Piano Rarities and a Piers Lane concert

I play the organ and many organists and enthusiasts will know the March Triumphale on Nun danket alle Gott. Fewer will know some of the other chorale-based pieces. The Sarabande on Freu dich sehr is one I regularly play whilst waiting for the action at weddings and funerals and it works well on our small parish church organ. I also like Schmucke dich. Maybe some of the progressions are a little tortuous but it does have some gorgeous moments. It needs some lingering and some moving on (ie. rubato) and it needs a more romantic organ to grade the crescendi and diminuendi.
There are few versions on youtube. Here’s one
The last one I’ll mention here is O Gott, du frommer Gott. A more funereal one and for some it will be music that gives organs and organists a bad name, but in the right setting with the right instrument is has something to say. Now I hear someone else playing it Howells D-flat Rhapsody comes to mind.

It’s taken me a long time to come to my main point. Radio 3 played Karg Elert’s Arabeske for piano the other morning and I thought ‘what a piece’ – typical romantic piano figuration and harmonies. A lollipop or encore piece. Here’s the score. There are very few recordings of it. Karg Elert Arabeske played by Piers Lane.

I happened to see Piers in Leicester last week playing Chopin Sonata no 2 and Stravinsky Petrushka. The first time I’d heard and seen the latter live. it was truly spectacular – how the fingers (and arms, of course) move so fast, so many notes to remember and so often the 2 hands would be managing 3 elements of the texture. However what I will remember most is the sheer beauty of Chopin’s D flat nocturne. Complete control of the tone and so many shades of quiet playing.

My other rarities are 2 piece by Adolph von Henselt – Voglein and Gondola. I was skimming through some old magazines before chucking them out and there was an artcle and von Henselt. Voglein appears to have been more regularly played by pianists of the past (including Rachmaninov and Eileen Joyce).

Yet again I’m thrilled to discover new pieces.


• **Your objective**
The copy has to match the records word for word and include no pictures.

• **Records provided**
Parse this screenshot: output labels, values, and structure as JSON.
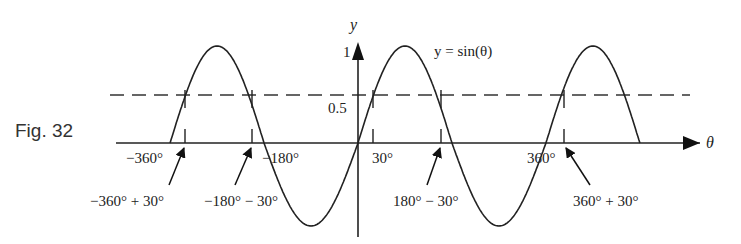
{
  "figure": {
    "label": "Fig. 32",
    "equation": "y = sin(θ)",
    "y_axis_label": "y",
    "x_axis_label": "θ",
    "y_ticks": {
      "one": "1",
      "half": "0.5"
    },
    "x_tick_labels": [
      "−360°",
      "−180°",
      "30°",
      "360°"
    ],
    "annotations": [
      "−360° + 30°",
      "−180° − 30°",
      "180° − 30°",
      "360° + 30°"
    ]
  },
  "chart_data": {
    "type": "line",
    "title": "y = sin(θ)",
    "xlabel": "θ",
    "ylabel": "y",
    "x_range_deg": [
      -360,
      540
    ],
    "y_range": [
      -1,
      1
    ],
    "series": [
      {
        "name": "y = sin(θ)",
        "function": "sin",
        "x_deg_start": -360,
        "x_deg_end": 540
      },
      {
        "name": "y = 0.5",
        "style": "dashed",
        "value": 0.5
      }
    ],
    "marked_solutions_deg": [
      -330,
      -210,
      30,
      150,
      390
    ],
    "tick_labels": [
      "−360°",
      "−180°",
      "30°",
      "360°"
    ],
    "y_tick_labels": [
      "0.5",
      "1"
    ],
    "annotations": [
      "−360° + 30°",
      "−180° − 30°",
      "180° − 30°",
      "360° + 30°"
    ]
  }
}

• **Finished exercise**
Parse this screenshot: output labels, values, and structure as JSON.
{
  "figure": {
    "label": "Fig. 32",
    "equation": "y = sin(θ)",
    "y_axis_label": "y",
    "x_axis_label": "θ",
    "y_ticks": {
      "one": "1",
      "half": "0.5"
    },
    "x_tick_labels": [
      "−360°",
      "−180°",
      "30°",
      "360°"
    ],
    "annotations": [
      "−360° + 30°",
      "−180° − 30°",
      "180° − 30°",
      "360° + 30°"
    ]
  },
  "chart_data": {
    "type": "line",
    "title": "y = sin(θ)",
    "xlabel": "θ",
    "ylabel": "y",
    "x_range_deg": [
      -360,
      540
    ],
    "y_range": [
      -1,
      1
    ],
    "series": [
      {
        "name": "y = sin(θ)",
        "function": "sin",
        "x_deg_start": -360,
        "x_deg_end": 540
      },
      {
        "name": "y = 0.5",
        "style": "dashed",
        "value": 0.5
      }
    ],
    "marked_solutions_deg": [
      -330,
      -210,
      30,
      150,
      390
    ],
    "tick_labels": [
      "−360°",
      "−180°",
      "30°",
      "360°"
    ],
    "y_tick_labels": [
      "0.5",
      "1"
    ],
    "annotations": [
      "−360° + 30°",
      "−180° − 30°",
      "180° − 30°",
      "360° + 30°"
    ]
  }
}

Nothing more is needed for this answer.